An Intertextual Study of the Psalms of Solomon (2001 Atkinson), book
An Intertextual Study of the Psalms of Solomon: Pseudepigrapha (2001) is a book by Kenneth Atkinson.
Abstract
"This is the first English study of the Psalms of Solomon in over a century. They were composed between 63-37 BCE as a series of reflections on the violence that accompanied the Roman dominance of Palestine. Faced with overwhelming foreign aggression, this unknown Jerusalem synagogue community used poetry as a vehicle to oppose the Romans and their Jewish allies. With the emergence of Herod the Great, this sect changed its theology, and used scripture to fashion a militant Davidic messiah, who was envisaged as a righteous counterpart to the Jewish and Roman rulers he was to destroy ... Atkinson (philosophy and religion, U. of Northern Iowa) examines the Psalms of Solomon, taking into account the many scholarly advances that have been made over the past century in biblical interpretation and intertextuality (the midrashic method of writing in which later readers of the Hebrew Scriptures entered into a conversation with the Scriptures). His aim is to expose contemporary readers to an important and interesting early Jewish text that illuminates the historical development of both Judaism and Christianity.
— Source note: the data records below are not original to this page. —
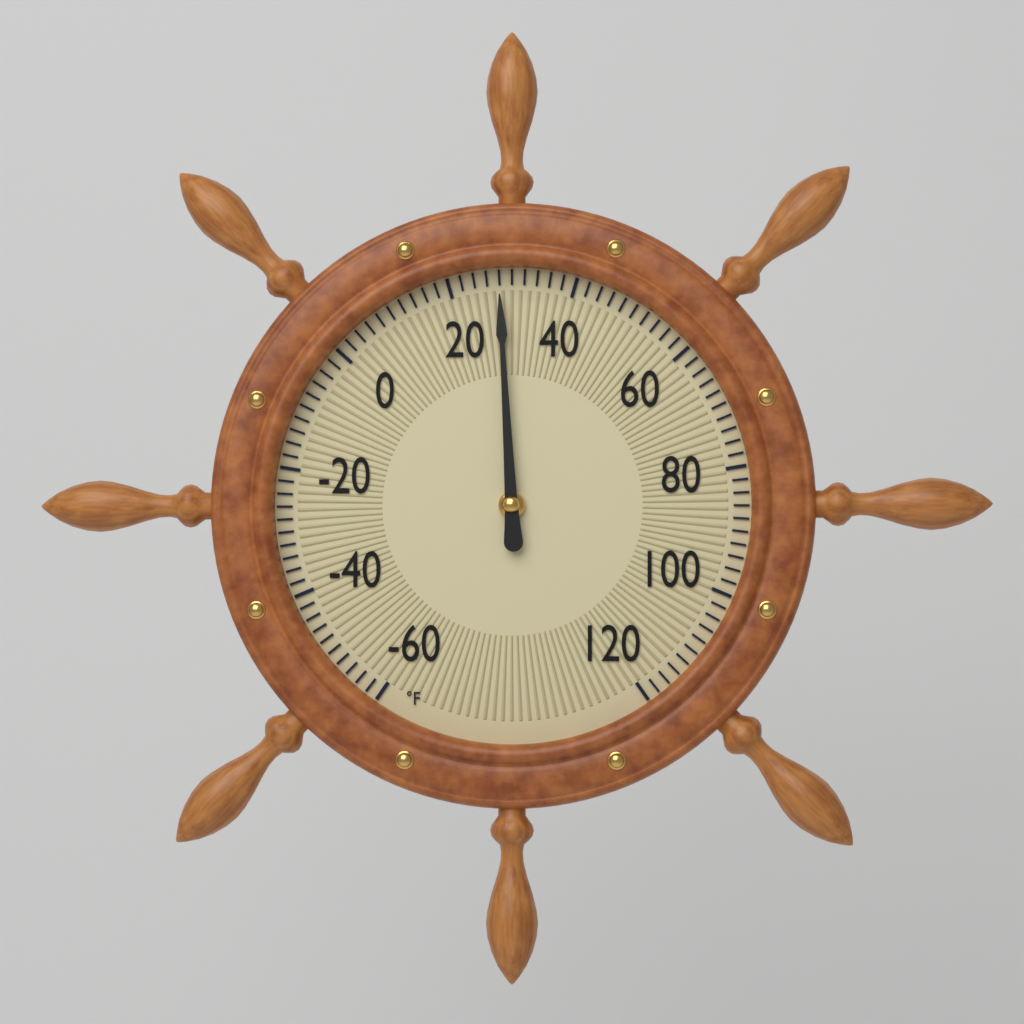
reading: 28 °F
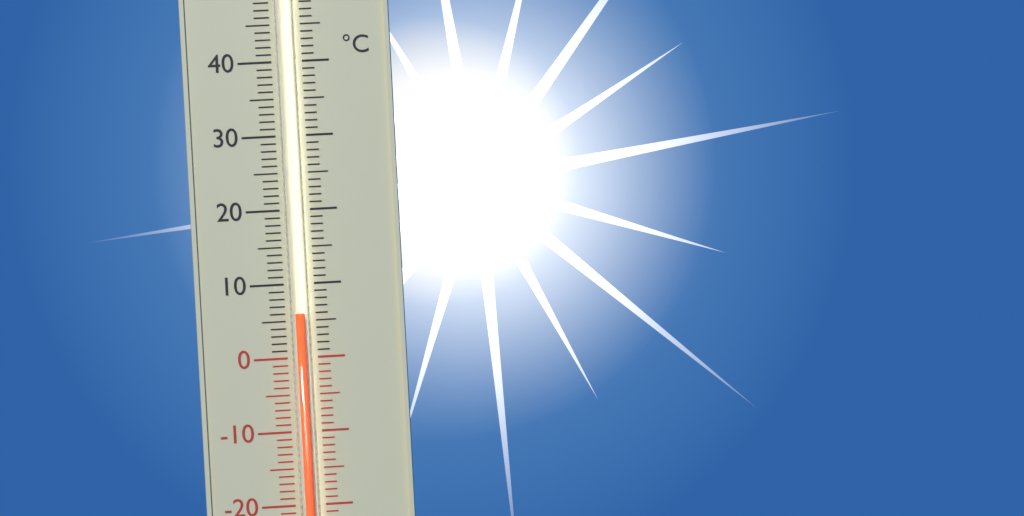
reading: 6 °C
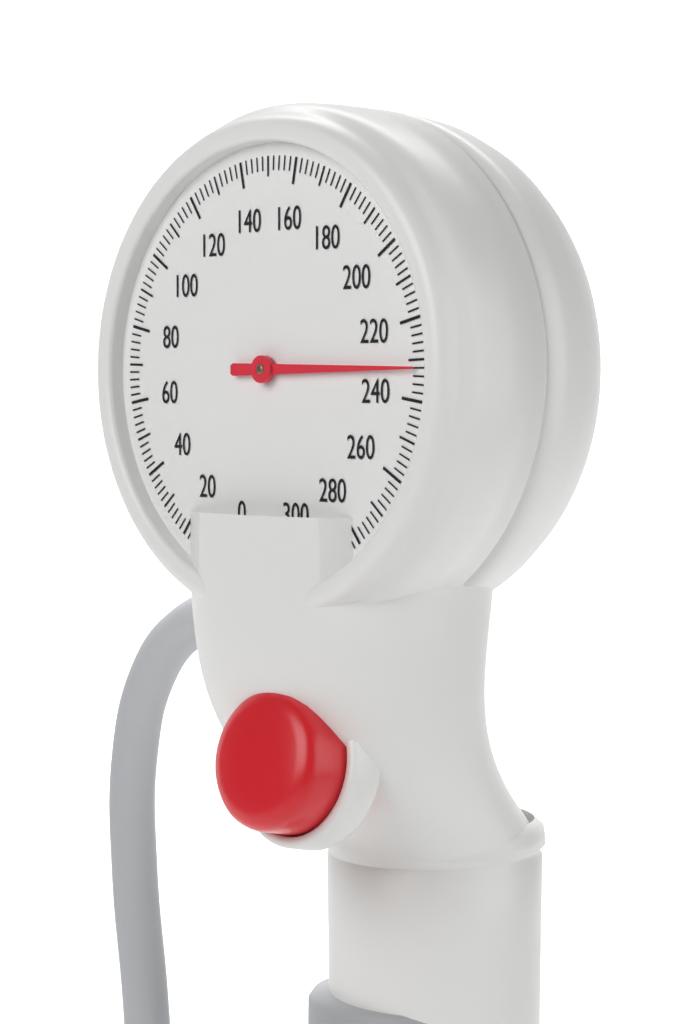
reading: 232 mmHg
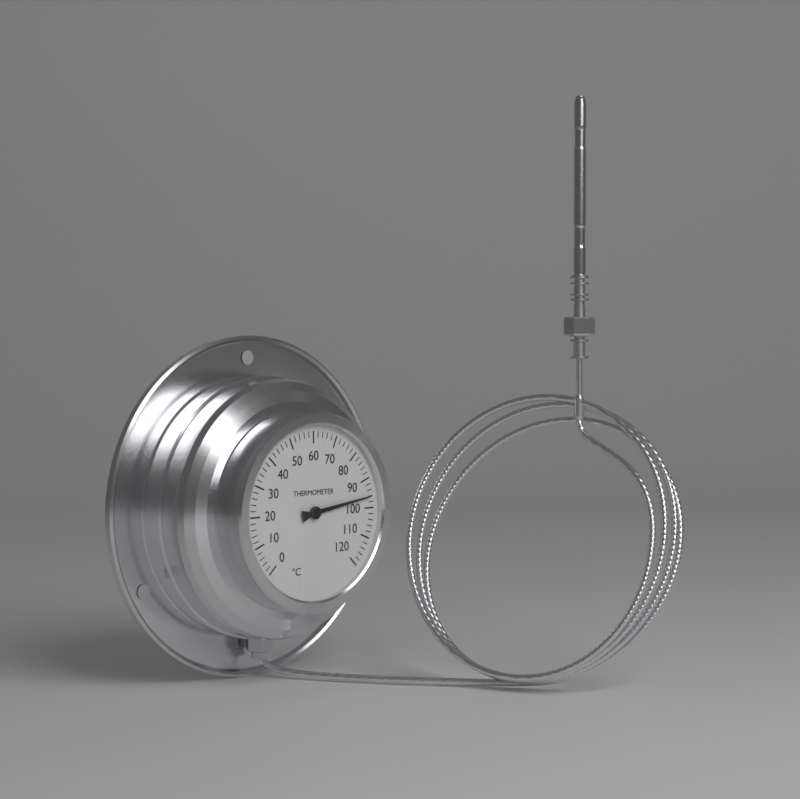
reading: 96 °C
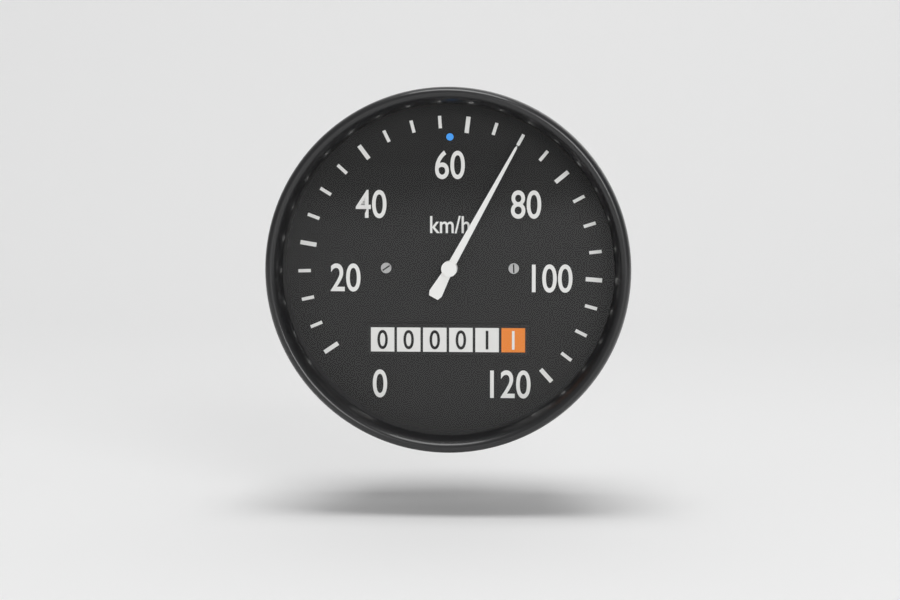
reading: 70 km/h
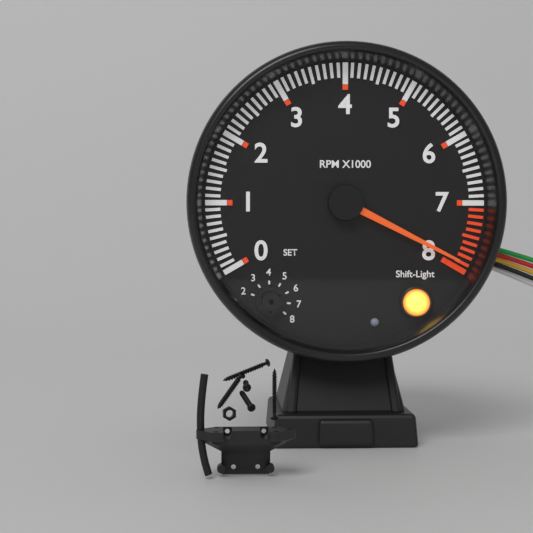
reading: 7900 RPM
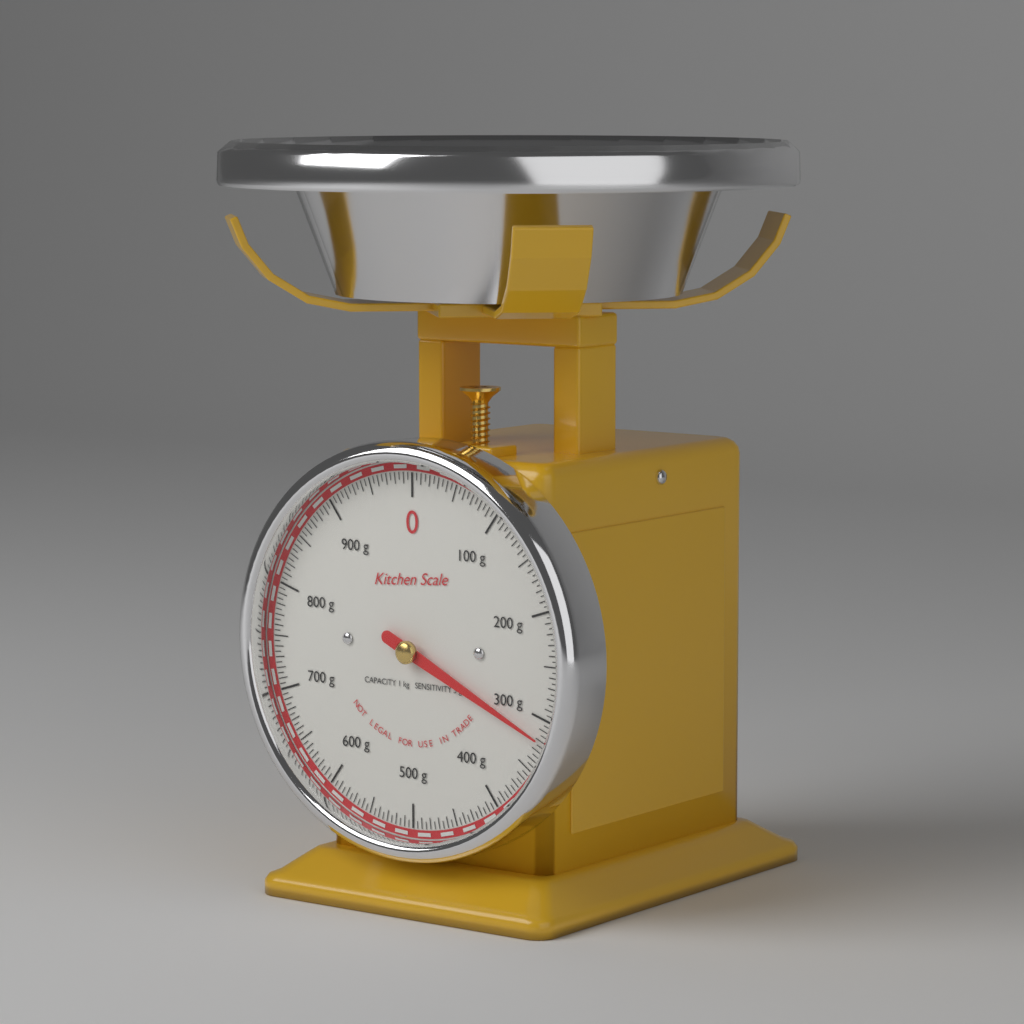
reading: 320 g
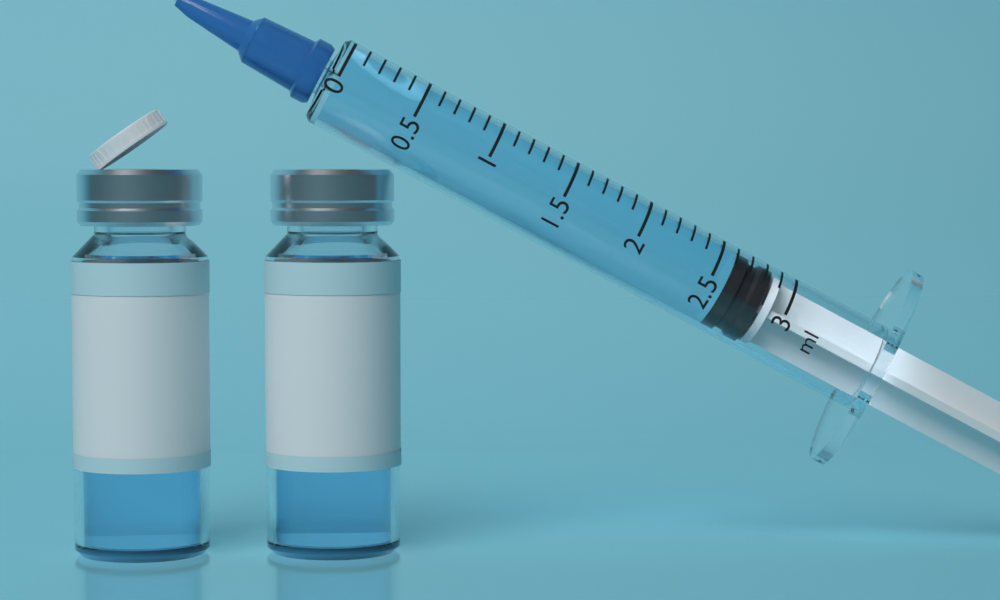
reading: 2.6 ml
Each chapter begins with the Greek text and an English translation; intertextual parallels are placed in adjacent columns. The commentary section of each examines the text in light of the intertextual parallels. A concluding section of each chapter comments on the individual psalm's date of composition, theological importance, and historical background. Includes a synopsis of each section of the text and a "cast of characters". Of likely interest to biblical scholars and preachers."--Publisher description.
Editions
Published in Lewiston, NY: E. Mellen Press, 2001 (Studies in the Bible and Early Christianity, 49).